Park LifeTuesday 13th June 2000A SMALL MOTH, no larger than a fingernail, is flying in the morning sun. It reminds me of a Small Tortoiseshell butterfly with its red background - the colour of antique velvet - marked with two light orange spots and edged with a thin border of grey. Cat's Ear grows from a crack in a drystone embankment wall. There are so many of these hawkweed-type flowers that I take a closer look to check that it really is cat's ear; the stems have tiny triangular bracts on them.
Thornes ParkA brood of Mallard ducklings are all brown with lighter markings (the normal wild variety) except for one that is an overall buffish colour, like a farmyard duckling.The Park looks at its best in the sunlight; the fountain playing amongst the colourful flowerbeds in the walled garden, the duck pond as green as pea soup and the purple-blazered school children taking their traditional picnic lunch; a packet of crisps and a cigarette.

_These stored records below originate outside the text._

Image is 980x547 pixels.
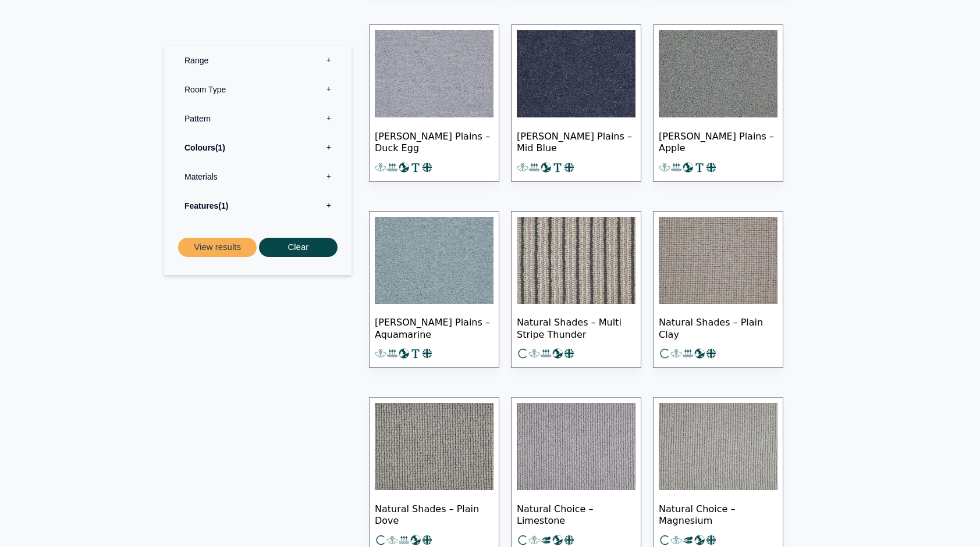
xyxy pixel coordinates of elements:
[219,201,228,211] span: 1
[653,24,783,182] a: Tomkinson Plains - Apple [PERSON_NAME] Plains – Apple
[653,211,783,369] a: organic grey wool loop Natural Shades – Plain Clay
[658,217,777,304] img: organic grey wool loop
[516,121,635,162] span: [PERSON_NAME] Plains – Mid Blue
[173,191,342,220] label: Features
[369,211,499,369] a: Tomkinson Plains-Aquamarine [PERSON_NAME] Plains – Aquamarine
[173,46,342,75] label: Range
[511,24,641,182] a: Tomkinson Plains - Mid Blue [PERSON_NAME] Plains – Mid Blue
[374,307,493,347] span: [PERSON_NAME] Plains – Aquamarine
[369,24,499,182] a: [PERSON_NAME] Plains – Duck Egg
[178,238,256,257] button: View results
[511,211,641,369] a: Natural Shades - Multi Stripe Thunder Natural Shades – Multi Stripe Thunder
[173,163,342,191] label: Materials
[259,238,337,257] button: Clear
[173,104,342,133] label: Pattern
[516,494,635,534] span: Natural Choice – Limestone
[658,307,777,347] span: Natural Shades – Plain Clay
[516,30,635,118] img: Tomkinson Plains - Mid Blue
[516,307,635,347] span: Natural Shades – Multi Stripe Thunder
[374,217,493,304] img: Tomkinson Plains-Aquamarine
[658,30,777,118] img: Tomkinson Plains - Apple
[173,75,342,104] label: Room Type
[173,133,342,163] label: Colours
[374,494,493,534] span: Natural Shades – Plain Dove
[658,121,777,162] span: [PERSON_NAME] Plains – Apple
[658,494,777,534] span: Natural Choice – Magnesium
[215,143,225,152] span: 1
[516,217,635,304] img: Natural Shades - Multi Stripe Thunder
[374,121,493,162] span: [PERSON_NAME] Plains – Duck Egg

Thornhill ParkWe pause for a flask of tea on a shady bench overlooking Thornhill Park. As it is below a Sycamore the bench is beginning to get sticky as honeydew, excreted by aphids on the leaves above, drops onto it.Park life isn't quite what it was when I was young. One of the girls on the swings stops to answer her mobile phone. At the foot of the slope, by the moat of the ruined Hall, smoke drifts from the new litter bin. Two boys come along and give it glancing kung-fu kicks. I'm so enthralled with this 21st century idyll that I miss the arrival of a Kestrel that Barbara spots stooped over its prey - a brown or grey songbird - at the foot of another sycamore just twenty yards away. It pulls meat and plucks feathers from its prey, staying hunched over it even when the girls walk up the slope just ten yards from it.